From the memory of a CNES engineer, Julien had never experienced such mobilization. The National Center for Space Studies is currently going through an unprecedented social conflict. In Toulouse, several hundred employees have gone on strike since Thursday, April 14. A massive mobilization (and extremely rare) at the call of an inter-union, which also concerns the centers in Paris and Kourou in Guyana. Engineers, technicians and administrative staff denounce the new contract of objectives which has just been formalized by the government. With the key, according to them, the abandonment of part of space research to the private sector.
About 600 employees who stop work, this represents more than a third of the site’s workforce. “Of course, I’ve been at CNES for a number of years now and I’ve never seen this, says Julian. It shows that the staff of the CNES really fed up, that somewhere, drops of water have really made the vases overflow. Starting with wage increases that do not compensate for inflation, but also and above all with the signing of the new objectives and performance contract designed by the government to define the next four years.
Damien Desroches is a CGT delegate engineer and very unhappy with the content of this contract. “The overall line that we hear a lot about is subsidiarity. This means that, basically, CNES should no longer do, should no longer carry out, and should delegate as much as possible to industry. To make us become a simple financing agency, that is to say that our role would be to give money to industrialists without any control.” With in particular the instruction given to the CNES to invest 1.5 billion euros in the private sector and start-ups.
“The classic example, continues Damien Desroches, it’s Elon Musk. We want to create the new Space X, etc. Elon Musk, he arrived with his billions from the sale of PayPal. He said: I put so much money into space and I’m going to make the new launchers of tomorrow. Here it is the opposite. It is public money. We arrive with our money, we give it with a blank check, to people who we know do not currently have the technical skills to do so. And we tell them: deal with that and then we’ll see each other again in five years. And then, if in five years, the start-up sank, it sank. And the public money, it will have been spent.”
Public money that ends up missing for researchers in the CNES and which is already causing the cessation of certain projects. “The consequence is that there are space projects that stop, for lack of funding. We even have projects in partnership with other countries and cooperation that have stopped. There was a project that was to measure the salinity of the oceans, Smos-Next, the continuation of a previous mission. And it was stopped for reasons that, in large part, are financial.”
To make their anger and disagreement heard, the employees of the CNES say they are ready to harden the movement and go on strike again.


■ **AIM OF THE EXERCISE**:
Set down every entry again word for word, please, but skip the pictures.

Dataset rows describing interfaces
============
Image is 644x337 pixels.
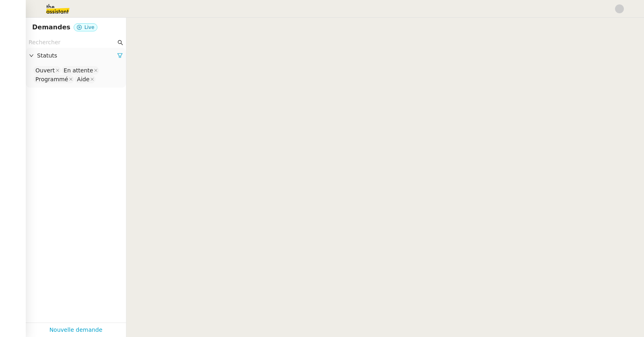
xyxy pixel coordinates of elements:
[33,66,61,75] nz-select-item: Ouvert
[32,22,71,33] nz-page-header-title: Demandes
[33,75,74,83] nz-select-item: Programmé
[49,325,102,335] a: Nouvelle demande
[28,38,116,47] input: Rechercher
[85,24,95,30] span: Live
[37,51,117,61] span: Statuts
[62,66,99,75] nz-select-item: En attente
[63,67,93,74] div: En attente
[26,48,126,63] div: Statuts
[36,76,68,83] div: Programmé
[77,76,90,83] div: Aide
[75,75,95,83] nz-select-item: Aide
[36,67,55,74] div: Ouvert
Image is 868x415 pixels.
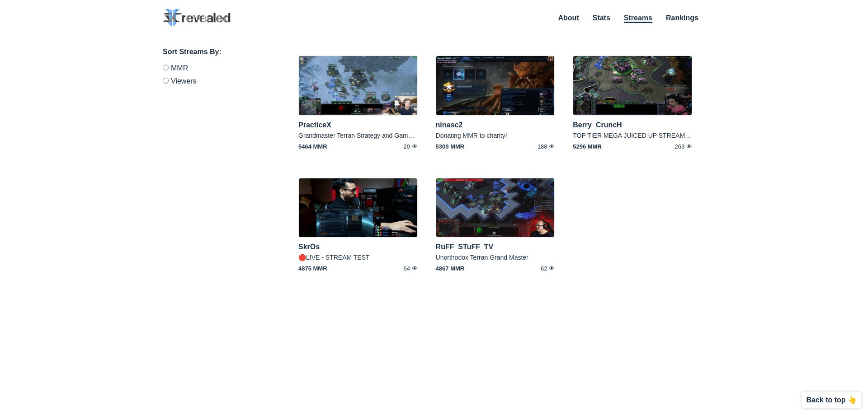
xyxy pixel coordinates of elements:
a: TOP TIER MEGA JUICED UP STREAM TONIGHT MAYBE UFC WATCH PARTY !GOODYS !DISCORD [572,132,863,140]
span: 263 👁 [652,143,692,150]
span: 4875 MMR [299,265,338,272]
a: Streams [624,14,652,23]
a: About [558,14,579,22]
a: PracticeX [299,121,332,129]
span: 62 👁 [514,265,555,272]
span: 188 👁 [514,143,555,150]
input: MMR [163,64,169,71]
img: live_user_ninasc2-1280x640.jpg [435,56,555,116]
span: 5309 MMR [435,143,476,150]
a: Rankings [666,14,698,22]
a: ninasc2 [435,121,463,129]
span: 20 👁 [378,143,418,150]
a: Stats [592,14,610,22]
label: Viewers [163,74,271,85]
h3: Sort Streams By: [163,47,271,57]
a: 🔴LIVE - STREAM TEST [299,254,370,261]
img: live_user_skros-1280x640.jpg [299,178,418,238]
span: 64 👁 [378,265,418,272]
span: 4867 MMR [435,265,476,272]
label: MMR [163,64,271,74]
img: SC2 Revealed [163,9,231,27]
a: Unorthodox Terran Grand Master [435,254,528,261]
img: live_user_berry_crunch-1280x640.jpg [572,56,692,116]
a: Donating MMR to charity! [435,132,507,140]
a: RuFF_STuFF_TV [435,243,493,251]
a: Berry_CruncH [572,121,622,129]
img: live_user_practicex-1280x640.jpg [299,56,418,116]
span: 5464 MMR [299,143,338,150]
input: Viewers [163,78,169,84]
a: SkrOs [299,243,320,251]
img: live_user_ruff_stuff_tv-1280x640.jpg [435,178,555,238]
span: 5296 MMR [572,143,613,150]
p: Back to top 👆 [806,397,857,404]
a: Grandmaster Terran Strategy and GamePlay [299,132,424,140]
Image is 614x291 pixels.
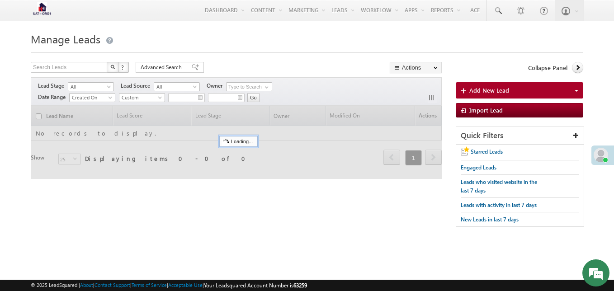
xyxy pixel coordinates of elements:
span: Advanced Search [141,63,185,71]
span: Lead Stage [38,82,68,90]
a: Custom [119,93,165,102]
button: Actions [390,62,442,73]
span: Owner [207,82,226,90]
span: Engaged Leads [461,164,497,171]
input: Type to Search [226,82,272,91]
span: ? [121,63,125,71]
div: Loading... [219,136,258,147]
span: © 2025 LeadSquared | | | | | [31,281,307,290]
a: Show All Items [260,83,271,92]
img: Search [110,65,115,69]
a: Acceptable Use [168,282,203,288]
span: Date Range [38,93,69,101]
span: Your Leadsquared Account Number is [204,282,307,289]
span: Custom [119,94,162,102]
img: Custom Logo [31,2,53,18]
span: Leads who visited website in the last 7 days [461,179,537,194]
div: Quick Filters [456,127,584,145]
button: ? [118,62,129,73]
span: Starred Leads [471,148,503,155]
a: Terms of Service [132,282,167,288]
a: Created On [69,93,115,102]
a: About [80,282,93,288]
span: Created On [70,94,113,102]
span: All [68,83,111,91]
span: Lead Source [121,82,154,90]
span: Collapse Panel [528,64,568,72]
input: Go [247,93,260,102]
a: Contact Support [95,282,130,288]
span: 63259 [294,282,307,289]
span: Add New Lead [470,86,509,94]
a: All [154,82,200,91]
span: Import Lead [470,106,503,114]
span: All [154,83,197,91]
span: Leads with activity in last 7 days [461,202,537,209]
a: All [68,82,114,91]
span: Manage Leads [31,32,100,46]
span: New Leads in last 7 days [461,216,519,223]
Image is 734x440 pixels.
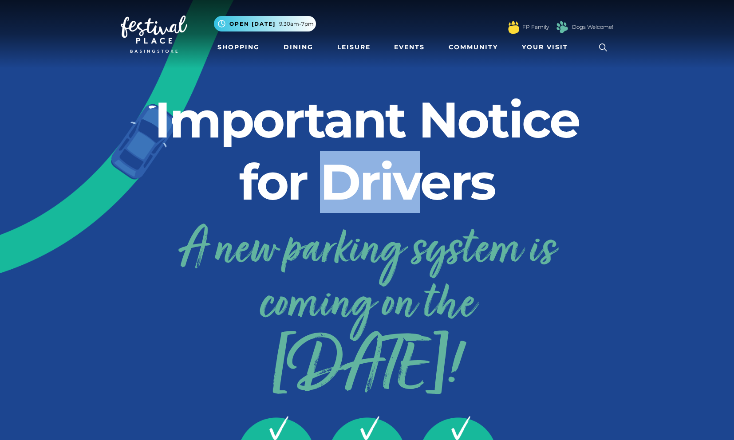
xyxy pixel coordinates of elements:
[121,89,613,213] h2: Important Notice for Drivers
[121,216,613,394] a: A new parking system is coming on the[DATE]!
[121,345,613,394] span: [DATE]!
[214,16,316,32] button: Open [DATE] 9.30am-7pm
[280,39,317,55] a: Dining
[229,20,276,28] span: Open [DATE]
[522,43,568,52] span: Your Visit
[572,23,613,31] a: Dogs Welcome!
[445,39,502,55] a: Community
[518,39,576,55] a: Your Visit
[279,20,314,28] span: 9.30am-7pm
[214,39,263,55] a: Shopping
[334,39,374,55] a: Leisure
[391,39,428,55] a: Events
[522,23,549,31] a: FP Family
[121,16,187,53] img: Festival Place Logo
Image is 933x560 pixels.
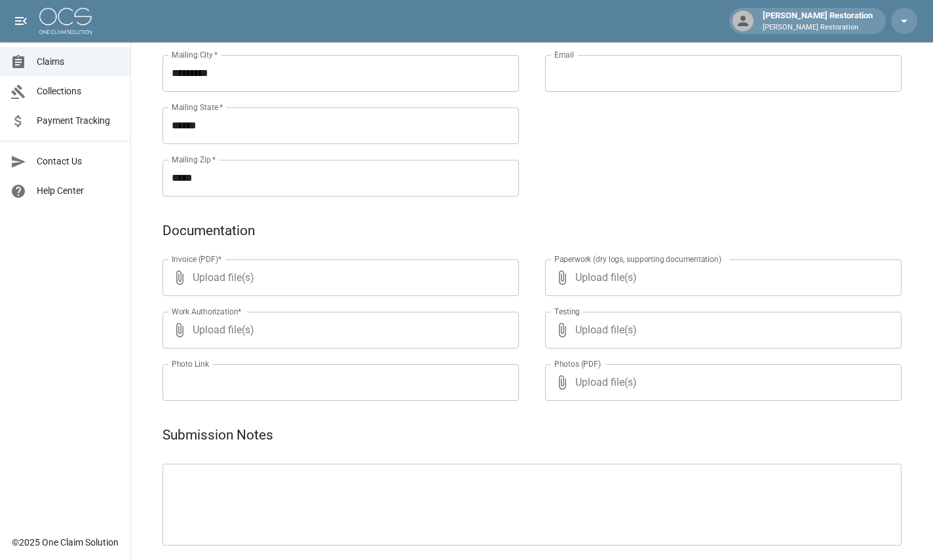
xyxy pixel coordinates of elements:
div: © 2025 One Claim Solution [12,535,118,549]
span: Upload file(s) [575,260,866,296]
span: Upload file(s) [575,364,866,401]
button: open drawer [8,8,35,35]
label: Invoice (PDF)* [172,254,222,265]
label: Photos (PDF) [554,358,600,369]
p: [PERSON_NAME] Restoration [762,23,872,34]
span: Help Center [37,184,119,198]
span: Collections [37,85,119,99]
span: Upload file(s) [575,312,866,348]
label: Paperwork (dry logs, supporting documentation) [554,254,721,265]
span: Upload file(s) [193,312,484,348]
span: Contact Us [37,154,119,168]
img: ocs-logo-white-transparent.png [39,8,92,35]
span: Claims [37,55,119,69]
label: Email [554,49,574,60]
label: Testing [554,306,580,317]
label: Mailing City [172,49,218,60]
span: Upload file(s) [193,260,484,296]
label: Mailing Zip [172,154,216,165]
label: Mailing State [172,102,223,113]
div: [PERSON_NAME] Restoration [757,9,878,33]
label: Work Authorization* [172,306,242,317]
span: Payment Tracking [37,114,119,127]
label: Photo Link [172,358,209,369]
============
■ **TASK SOLUTION**:
Image is 644x337 pixels.
xyxy pixel coordinates of elements:
[33,66,61,75] nz-select-item: Ouvert
[32,22,71,33] nz-page-header-title: Demandes
[33,75,74,83] nz-select-item: Programmé
[49,325,102,335] a: Nouvelle demande
[28,38,116,47] input: Rechercher
[85,24,95,30] span: Live
[37,51,117,61] span: Statuts
[62,66,99,75] nz-select-item: En attente
[63,67,93,74] div: En attente
[26,48,126,63] div: Statuts
[36,76,68,83] div: Programmé
[77,76,90,83] div: Aide
[75,75,95,83] nz-select-item: Aide
[36,67,55,74] div: Ouvert
Image is 868x415 pixels.
xyxy pixel coordinates of elements:
a: TOP TIER MEGA JUICED UP STREAM TONIGHT MAYBE UFC WATCH PARTY !GOODYS !DISCORD [572,132,863,140]
span: 263 👁 [652,143,692,150]
span: 4875 MMR [299,265,338,272]
a: Streams [624,14,652,23]
a: About [558,14,579,22]
a: PracticeX [299,121,332,129]
span: 62 👁 [514,265,555,272]
span: 188 👁 [514,143,555,150]
input: MMR [163,64,169,71]
img: live_user_ninasc2-1280x640.jpg [435,56,555,116]
span: 5309 MMR [435,143,476,150]
a: Rankings [666,14,698,22]
a: ninasc2 [435,121,463,129]
span: 20 👁 [378,143,418,150]
a: Stats [592,14,610,22]
label: Viewers [163,74,271,85]
h3: Sort Streams By: [163,47,271,57]
a: 🔴LIVE - STREAM TEST [299,254,370,261]
img: live_user_skros-1280x640.jpg [299,178,418,238]
span: 64 👁 [378,265,418,272]
span: 4867 MMR [435,265,476,272]
label: MMR [163,64,271,74]
img: SC2 Revealed [163,9,231,27]
a: Unorthodox Terran Grand Master [435,254,528,261]
img: live_user_berry_crunch-1280x640.jpg [572,56,692,116]
a: Donating MMR to charity! [435,132,507,140]
a: RuFF_STuFF_TV [435,243,493,251]
a: Berry_CruncH [572,121,622,129]
img: live_user_practicex-1280x640.jpg [299,56,418,116]
span: 5464 MMR [299,143,338,150]
input: Viewers [163,78,169,84]
a: SkrOs [299,243,320,251]
img: live_user_ruff_stuff_tv-1280x640.jpg [435,178,555,238]
span: 5296 MMR [572,143,613,150]
p: Back to top 👆 [806,397,857,404]
a: Grandmaster Terran Strategy and GamePlay [299,132,424,140]
Image is 614x291 pixels.
xyxy pixel coordinates of elements:
span: Advanced Search [141,63,185,71]
span: Lead Stage [38,82,68,90]
a: Custom [119,93,165,102]
button: Actions [390,62,442,73]
span: Owner [207,82,226,90]
span: Engaged Leads [461,164,497,171]
input: Type to Search [226,82,272,91]
span: ? [121,63,125,71]
div: Loading... [219,136,258,147]
span: © 2025 LeadSquared | | | | | [31,281,307,290]
a: Show All Items [260,83,271,92]
img: Search [110,65,115,69]
a: Acceptable Use [168,282,203,288]
span: Date Range [38,93,69,101]
span: Your Leadsquared Account Number is [204,282,307,289]
span: Custom [119,94,162,102]
img: Custom Logo [31,2,53,18]
span: Leads who visited website in the last 7 days [461,179,537,194]
div: Quick Filters [456,127,584,145]
button: ? [118,62,129,73]
span: Starred Leads [471,148,503,155]
a: Terms of Service [132,282,167,288]
a: Created On [69,93,115,102]
a: About [80,282,93,288]
span: Created On [70,94,113,102]
span: All [68,83,111,91]
span: Lead Source [121,82,154,90]
span: Collapse Panel [528,64,568,72]
input: Go [247,93,260,102]
a: Contact Support [95,282,130,288]
span: 63259 [294,282,307,289]
span: Add New Lead [470,86,509,94]
a: All [154,82,200,91]
span: Import Lead [470,106,503,114]
span: All [154,83,197,91]
span: Leads with activity in last 7 days [461,202,537,209]
a: All [68,82,114,91]
span: Manage Leads [31,32,100,46]
span: New Leads in last 7 days [461,216,519,223]
Image is 734x440 pixels.
xyxy pixel coordinates of elements:
[121,89,613,213] h2: Important Notice for Drivers
[121,216,613,394] a: A new parking system is coming on the[DATE]!
[121,345,613,394] span: [DATE]!
[214,16,316,32] button: Open [DATE] 9.30am-7pm
[280,39,317,55] a: Dining
[229,20,276,28] span: Open [DATE]
[522,43,568,52] span: Your Visit
[572,23,613,31] a: Dogs Welcome!
[445,39,502,55] a: Community
[518,39,576,55] a: Your Visit
[279,20,314,28] span: 9.30am-7pm
[214,39,263,55] a: Shopping
[334,39,374,55] a: Leisure
[391,39,428,55] a: Events
[522,23,549,31] a: FP Family
[121,16,187,53] img: Festival Place Logo
Image is 933x560 pixels.
xyxy pixel coordinates of elements:
div: © 2025 One Claim Solution [12,535,118,549]
span: Upload file(s) [575,260,866,296]
span: Upload file(s) [575,364,866,401]
button: open drawer [8,8,35,35]
label: Invoice (PDF)* [172,254,222,265]
label: Photos (PDF) [554,358,600,369]
p: [PERSON_NAME] Restoration [762,23,872,34]
span: Help Center [37,184,119,198]
span: Collections [37,85,119,99]
span: Upload file(s) [575,312,866,348]
label: Paperwork (dry logs, supporting documentation) [554,254,721,265]
span: Upload file(s) [193,312,484,348]
span: Contact Us [37,154,119,168]
img: ocs-logo-white-transparent.png [39,8,92,35]
span: Claims [37,55,119,69]
label: Email [554,49,574,60]
label: Testing [554,306,580,317]
label: Mailing City [172,49,218,60]
span: Upload file(s) [193,260,484,296]
label: Mailing Zip [172,154,216,165]
label: Mailing State [172,102,223,113]
div: [PERSON_NAME] Restoration [757,9,878,33]
label: Work Authorization* [172,306,242,317]
span: Payment Tracking [37,114,119,127]
label: Photo Link [172,358,209,369]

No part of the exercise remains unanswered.